The Way It Was for March 16, 2023
Take a trip into the past, Star-style.
Take a trip into the past, Star-style.
Nearly a quarter of the East Hampton Village Ambulance Association’s volunteer corps has resigned since the East Hampton Village Board introduced a plan on March 2 to create a new Department of Emergency Medical Services to oversee the ambulance service.
Reflecting a trend among police agencies across the country, officers of the East Hampton Town and Sag Harbor Village Police Departments will soon be outfitted with body cameras thanks to grants received from New York State's Department of Criminal Justice Services.

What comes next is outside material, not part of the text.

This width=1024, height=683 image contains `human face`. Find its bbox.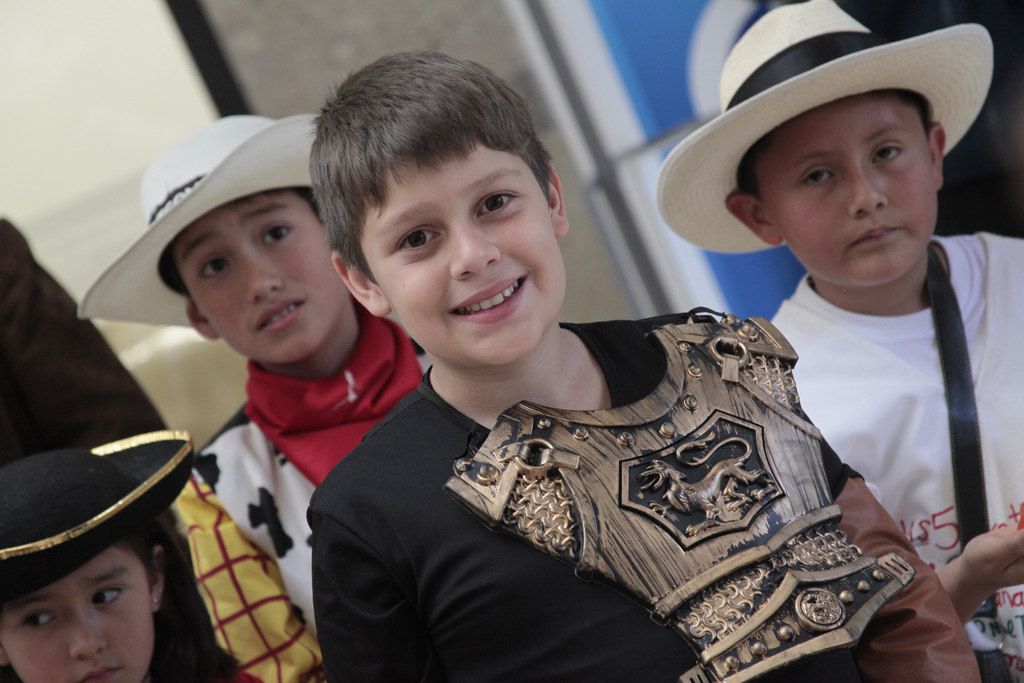
box(750, 106, 941, 286).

The annual Am O'Gansett Parade happens on Saturday at noon on the hamlet's Main Street. This year, Joe and Sal LaCarrubba will serve as grand marshals.
The East Hampton Town Planning Board was left with two bad options for a cell tower at the tiny St. Peter’s Chapel in Springs, and a litigation-imposed mandate to choose one by April 24. Cingular Wireless, operating as AT&T, requires approval of a special permit from the board to go ahead with construction.

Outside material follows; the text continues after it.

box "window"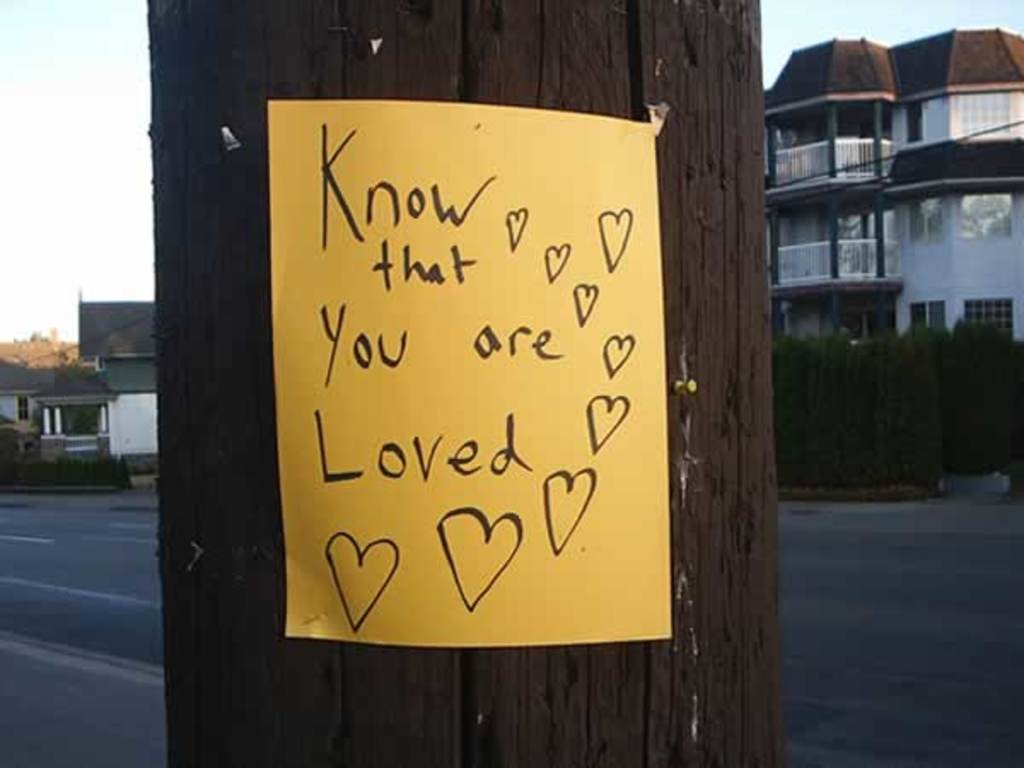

History is repeating itself on Montauk’s ocean shoreline, where erosion has once again prompted officials in East Hampton Town’s Land Management Department to recommend a landward rerouting of bluff trails in Shadmoor State Park and the adjacent Rheinstein Nature Preserve.

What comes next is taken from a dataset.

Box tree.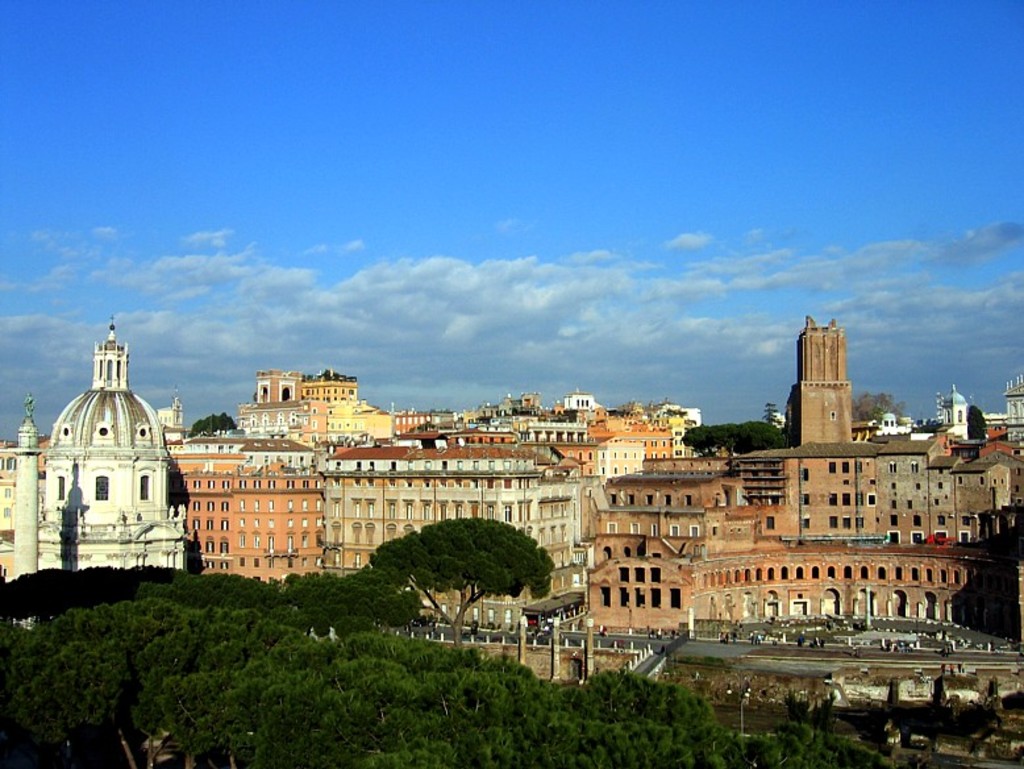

The proposed Wainscott Commercial Center has had a series of setbacks in recent weeks, most recently and perhaps most importantly on Tuesday night, when the East Hampton Town Zoning Board of Appeals was unanimous in its decision that a special permit was required for the planned industrial park proposed for the spent sand mine.
With a looming northeaster that brought abundant wind and rain this week, the sea-to-shore interconnection of the South Fork Wind farm’s onshore transmission cable with the submarine export cable that will link the wind farm with the electric grid would have to wait.
East Hampton Town is about to solicit participation in a public survey regarding the town’s goal to derive communitywide energy needs through renewable sources by 2030.
Most waters under East Hampton Town Trustee jurisdiction were usually healthy in 2022, the trustees were told on Monday, but the consequences of land use continue to impair some water bodies in the form of excessive nitrogen via ground and surface water runoff.